Operators use the coverage matrix to prioritise detection investment where adversaries are actually spending their effort, not where threat reports say they might.
Detection coverage on paper is not detection capability in production
A security program can claim coverage of every MITRE technique on paper and still miss every campaign that matters. The difference between coverage and capability is whether the rules actually fire — whether they fire at thresholds that the SOC can triage, whether they fire on the right telemetry, whether they survive contact with reality outside of test data, and whether they correlate against the same techniques that adversaries are actively using.
The platform’s coverage view is built from real observations, not from a checklist. When the matrix shows that C2 (TA0011) is at 98 percent observation density, that means the catalogue saw command-and-control activity in nearly every cycle this quarter. When it shows that Impact (TA0040) is at 40 percent, that means roughly half the cycles had observed impact-stage activity. Your detection investment should weight against that distribution, not distribute uniformly across tactics that adversaries are not currently exercising.
Coverage shifts over time. Tracking those shifts is one of the platform’s primary outputs. A drift away from observed Lateral Movement and toward observed Defense Evasion tells you something operational — and it tells you to update your portfolio accordingly.
Where adversaries are spending effort right now
A heat-map of MITRE tactic columns. Darker cells indicate higher observation density in the current cycle.
Same pressure, different angle
A radar projection of the same tactic-pressure data. Useful for at-a-glance comparison between cycles.
What adversaries did most
Ranked by absolute observation count in the current cycle. The top four account for the majority of indicator volume.
Reading the top-of-list as detection priorities: T1105 (Ingress Tool Transfer) and T1041 (Exfiltration over C2) dominate the chart, which is exactly what you would expect in a cloud-network-heavy adversary environment. Your network telemetry needs to detect anomalous outbound transfers as a first-class signal. Your C2 detection needs to handle encrypted channels. Your exfiltration scoring needs to account for legitimate cloud-egress volume without false-positiving every backup job.

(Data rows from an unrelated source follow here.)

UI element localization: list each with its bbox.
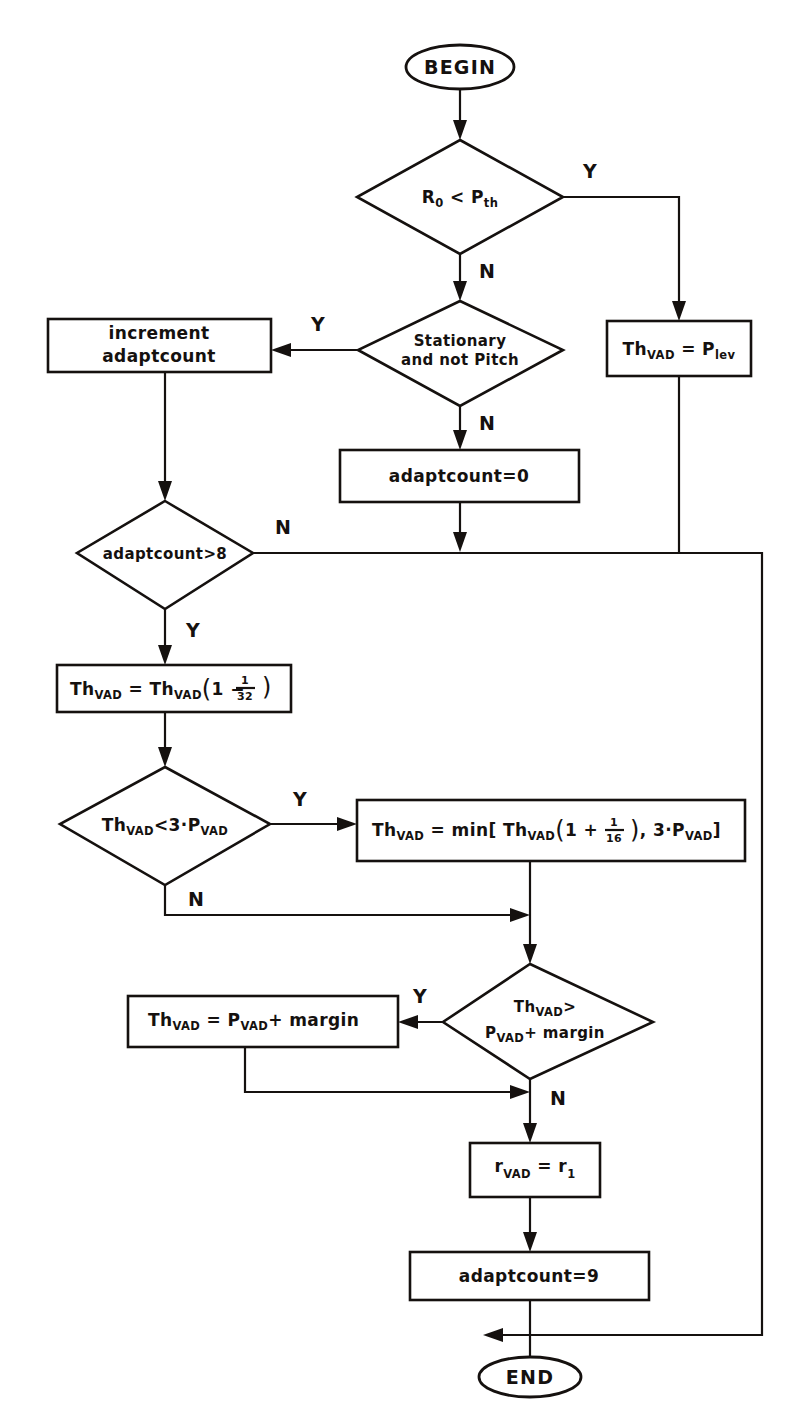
arrowhead-margin-no [523,1123,537,1143]
branch-label-adaptcount-yes: Y [185,619,200,641]
node-process-adaptcount-eq-0-label: adaptcount=0 [389,466,529,486]
node-process-adaptcount-eq-0[interactable]: adaptcount=0 [340,450,579,502]
edge-adaptcount8-no [253,553,762,1335]
branch-label-stationary-yes: Y [310,313,325,335]
arrowhead-r0-yes [672,301,686,321]
node-process-thvad-eq-pvad-margin[interactable]: ThVAD = PVAD+ margin [128,996,398,1047]
arrowhead-rvad-to-adaptcount9 [523,1232,537,1252]
node-begin[interactable]: BEGIN [406,45,514,89]
branch-label-thvad3-yes: Y [292,788,307,810]
branch-label-adaptcount-no: N [275,516,291,538]
fraction-denominator-16: 16 [606,832,622,845]
node-decision-thvad-gt-pvad-margin[interactable]: ThVAD> PVAD+ margin [443,964,653,1079]
node-process-increment-line2: adaptcount [102,346,216,366]
node-decision-stationary-line1: Stationary [414,332,507,350]
arrowhead-adaptcount8-yes [158,645,172,665]
fraction-numerator-16: 1 [610,816,618,829]
arrowhead-stationary-no [453,430,467,450]
edges-layer [158,89,762,1357]
arrowhead-adaptcount8-no [483,1328,503,1342]
fraction-numerator-32: 1 [241,674,249,687]
node-process-increment-line1: increment [109,323,210,343]
node-end[interactable]: END [479,1357,581,1397]
arrowhead-begin-to-r0 [453,120,467,140]
branch-label-thvad3-no: N [188,888,204,910]
node-process-adaptcount-eq-9-label: adaptcount=9 [459,1266,599,1286]
node-begin-label: BEGIN [424,56,496,78]
node-process-thvad-decay[interactable]: ThVAD = ThVAD(1 − 1 32 ) [57,665,291,712]
edge-marginbox-return [245,1047,518,1092]
branch-label-r0-yes: Y [582,160,597,182]
node-end-label: END [506,1366,554,1388]
arrowhead-marginbox-return [510,1085,530,1099]
node-process-thvad-min[interactable]: ThVAD = min[ ThVAD(1 + 1 16 ), 3·PVAD] [357,800,745,861]
node-process-rvad-eq-r1[interactable]: rVAD = r1 [470,1143,600,1197]
node-decision-stationary-and-not-pitch[interactable]: Stationary and not Pitch [358,301,563,406]
branch-label-margin-yes: Y [412,985,427,1007]
node-process-adaptcount-eq-9[interactable]: adaptcount=9 [410,1252,649,1300]
node-decision-thvad-lt-3pvad[interactable]: ThVAD<3·PVAD [60,767,270,885]
node-process-thvad-eq-plev[interactable]: ThVAD = Plev [607,321,751,376]
node-decision-stationary-line2: and not Pitch [401,351,519,369]
node-decision-adaptcount-gt-8[interactable]: adaptcount>8 [77,501,253,609]
branch-label-margin-no: N [550,1087,566,1109]
arrowhead-margin-yes [398,1015,418,1029]
fraction-denominator-32: 32 [237,690,253,703]
flowchart-canvas: BEGIN R0 < Pth Y N ThVAD = Plev Stationa… [0,0,806,1421]
arrowhead-decay-to-thvad3 [158,747,172,767]
branch-label-stationary-no: N [479,412,495,434]
edge-thvad3-no [165,885,518,915]
arrowhead-r0-no [453,281,467,301]
arrowhead-thvad3-no [510,908,530,922]
arrowhead-thvad3-yes [337,817,357,831]
node-process-increment-adaptcount[interactable]: increment adaptcount [48,319,271,372]
arrowhead-stationary-yes [271,343,291,357]
arrowhead-increment-to-adaptcount8 [158,481,172,501]
node-decision-adaptcount-gt-8-label: adaptcount>8 [103,545,227,563]
edge-r0-yes [563,197,679,309]
arrowhead-adaptcount0-down [453,532,467,552]
branch-label-r0-no: N [479,260,495,282]
flowchart-svg: BEGIN R0 < Pth Y N ThVAD = Plev Stationa… [0,0,806,1421]
arrowhead-min-down [523,944,537,964]
node-process-thvad-decay-close: ) [262,673,272,701]
node-decision-r0-lt-pth[interactable]: R0 < Pth [357,140,563,254]
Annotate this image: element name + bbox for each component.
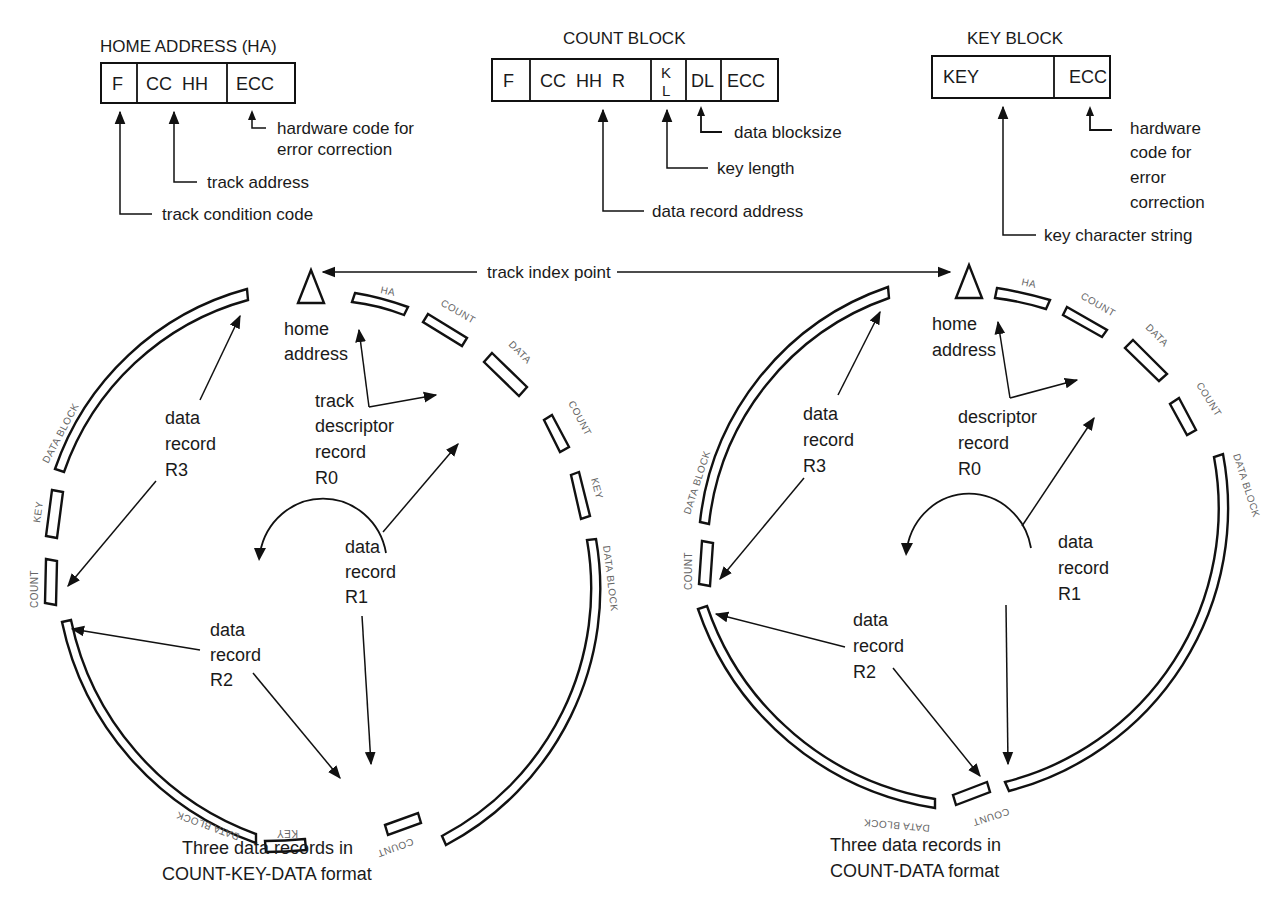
segment-count-r1 — [544, 415, 569, 452]
svg-text:data: data — [1058, 532, 1094, 552]
cb-field-k: K — [661, 64, 671, 81]
kb-field-key: KEY — [943, 67, 979, 87]
ha-ecc-annotation-2: error correction — [277, 140, 392, 159]
segment-count-r2 — [953, 782, 990, 805]
svg-text:KEY: KEY — [589, 477, 605, 501]
ha-field-cchh: CC HH — [146, 74, 208, 94]
arrow-up-icon — [248, 110, 256, 120]
home-address-title: HOME ADDRESS (HA) — [100, 37, 277, 56]
svg-text:data: data — [853, 610, 889, 630]
svg-text:DATA BLOCK: DATA BLOCK — [1231, 452, 1262, 518]
segment-data-block-r1 — [442, 539, 600, 845]
rotation-direction-icon — [907, 494, 1031, 548]
segment-count-r2 — [385, 813, 421, 835]
segment-ha — [352, 293, 408, 315]
svg-text:record: record — [853, 636, 904, 656]
ha-cchh-annotation: track address — [207, 173, 309, 192]
svg-text:COUNT: COUNT — [439, 297, 477, 326]
svg-text:HA: HA — [1021, 276, 1038, 290]
svg-text:DATA BLOCK: DATA BLOCK — [601, 545, 620, 612]
segment-count-r3 — [699, 541, 713, 586]
svg-text:COUNT: COUNT — [29, 570, 40, 608]
svg-text:COUNT: COUNT — [376, 836, 416, 859]
svg-text:DATA: DATA — [507, 339, 534, 366]
right-track-caption-1: Three data records in — [830, 835, 1001, 855]
cb-kl-annotation: key length — [717, 159, 795, 178]
index-marker-icon — [298, 270, 324, 303]
svg-text:descriptor: descriptor — [958, 407, 1037, 427]
svg-text:COUNT: COUNT — [1194, 380, 1223, 418]
svg-text:R3: R3 — [165, 460, 188, 480]
svg-text:descriptor: descriptor — [315, 416, 394, 436]
svg-text:record: record — [315, 442, 366, 462]
svg-text:home: home — [932, 314, 977, 334]
index-marker-icon — [956, 265, 982, 298]
cb-field-f: F — [503, 71, 514, 91]
svg-text:R1: R1 — [345, 587, 368, 607]
svg-text:track: track — [315, 391, 355, 411]
kb-ecc-annotation-1: hardware — [1130, 119, 1201, 138]
ha-ecc-annotation-1: hardware code for — [277, 119, 414, 138]
callout-home-address: home address — [932, 314, 996, 360]
left-track-ckd: HA COUNT DATA COUNT KEY DATA BLOCK COUNT… — [29, 270, 620, 884]
svg-text:R2: R2 — [853, 662, 876, 682]
right-track-cd: HA COUNT DATA COUNT DATA BLOCK COUNT DAT… — [681, 265, 1262, 881]
cb-field-l: L — [662, 82, 670, 99]
svg-text:record: record — [1058, 558, 1109, 578]
count-block-format: COUNT BLOCK F CC HH R K L DL ECC data bl… — [492, 29, 842, 221]
key-block-title: KEY BLOCK — [967, 29, 1064, 48]
svg-text:COUNT: COUNT — [971, 806, 1011, 828]
left-track-caption-1: Three data records in — [182, 838, 353, 858]
segment-data-block-r1 — [1005, 454, 1228, 791]
segment-count-r3 — [45, 559, 57, 605]
svg-text:R3: R3 — [803, 456, 826, 476]
count-block-title: COUNT BLOCK — [563, 29, 686, 48]
svg-text:data: data — [210, 620, 246, 640]
svg-text:COUNT: COUNT — [683, 552, 694, 590]
svg-text:COUNT: COUNT — [1079, 290, 1117, 319]
callout-r1: data record R1 — [345, 444, 458, 764]
svg-text:R1: R1 — [1058, 584, 1081, 604]
segment-key-r1 — [571, 472, 590, 519]
svg-text:data: data — [165, 408, 201, 428]
kb-key-annotation: key character string — [1044, 226, 1192, 245]
svg-text:address: address — [932, 340, 996, 360]
disk-track-format-diagram: HOME ADDRESS (HA) F CC HH ECC hardware c… — [0, 0, 1288, 920]
callout-r3: data record R3 — [68, 316, 240, 586]
key-block-format: KEY BLOCK KEY ECC hardware code for erro… — [932, 29, 1205, 245]
svg-text:R0: R0 — [958, 459, 981, 479]
svg-text:record: record — [803, 430, 854, 450]
kb-ecc-annotation-4: correction — [1130, 193, 1205, 212]
left-track-caption-2: COUNT-KEY-DATA format — [162, 864, 372, 884]
kb-ecc-annotation-2: code for — [1130, 143, 1192, 162]
svg-text:address: address — [284, 344, 348, 364]
cb-field-dl: DL — [691, 71, 714, 91]
svg-text:HA: HA — [380, 284, 397, 298]
callout-r1: data record R1 — [1006, 418, 1109, 764]
svg-text:DATA: DATA — [1144, 322, 1171, 349]
svg-text:R2: R2 — [210, 670, 233, 690]
svg-text:KEY: KEY — [31, 500, 45, 523]
svg-text:record: record — [210, 645, 261, 665]
svg-text:data: data — [803, 404, 839, 424]
segment-key-r3 — [46, 490, 63, 538]
svg-text:record: record — [165, 434, 216, 454]
callout-r3: data record R3 — [720, 312, 880, 579]
kb-ecc-annotation-3: error — [1130, 168, 1166, 187]
svg-text:home: home — [284, 319, 329, 339]
track-index-point: track index point — [323, 263, 950, 282]
ha-field-f: F — [112, 74, 123, 94]
ha-field-ecc: ECC — [236, 74, 274, 94]
svg-text:record: record — [958, 433, 1009, 453]
svg-text:data: data — [345, 537, 381, 557]
cb-field-ecc: ECC — [727, 71, 765, 91]
callout-r2: data record R2 — [72, 620, 340, 778]
cb-cchhr-annotation: data record address — [652, 202, 803, 221]
svg-text:R0: R0 — [315, 468, 338, 488]
right-track-caption-2: COUNT-DATA format — [830, 861, 999, 881]
segment-count-r1 — [1170, 398, 1196, 435]
kb-field-ecc: ECC — [1069, 67, 1107, 87]
home-address-format: HOME ADDRESS (HA) F CC HH ECC hardware c… — [100, 37, 414, 224]
svg-text:COUNT: COUNT — [566, 399, 594, 438]
ha-f-annotation: track condition code — [162, 205, 313, 224]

T1059 (Command and Scripting Interpreter) is third because adversaries continue to use the operating system’s own tools to operate. PowerShell, bash, Python — defense-in-depth needs telemetry that catches behaviour, not just signatures of bad binaries. T1071 (Application Layer Protocol) is fourth because adversaries operate over HTTPS, DNS, and other commodity protocols to blend with legitimate traffic. Pattern-based detection is necessary; signature-based detection is insufficient.
Detection mapped to data
Ingress Tool Transfer
Hunt outbound HTTP/HTTPS to first-seen domains delivering executable payloads. Pivot via TLS fingerprint and JA3/JA4 overlap.
Exfiltration over C2
Detect low-and-slow byte streams over established C2 sessions. Combine isolation-forest scoring with LSTM seasonality.
Command & Scripting
Telemetry-side: process tree anomalies, interpreter spawn from non-interactive parents, base64 chain decoding.
App Layer Protocol C2
TLS anomaly detection (JA3/JA4/JARM clustering), DNS tunnel hunting, beacon FFT analysis on netflow.
Phishing
Lure-document hash correlation, sender-domain age, link-redirect chain analysis, brand-impersonation fingerprinting.
Public-Facing Exploit
Edge-device exploitation signal: CVE-to-IOC linking, scanner triangulation, post-exploit beacon emergence.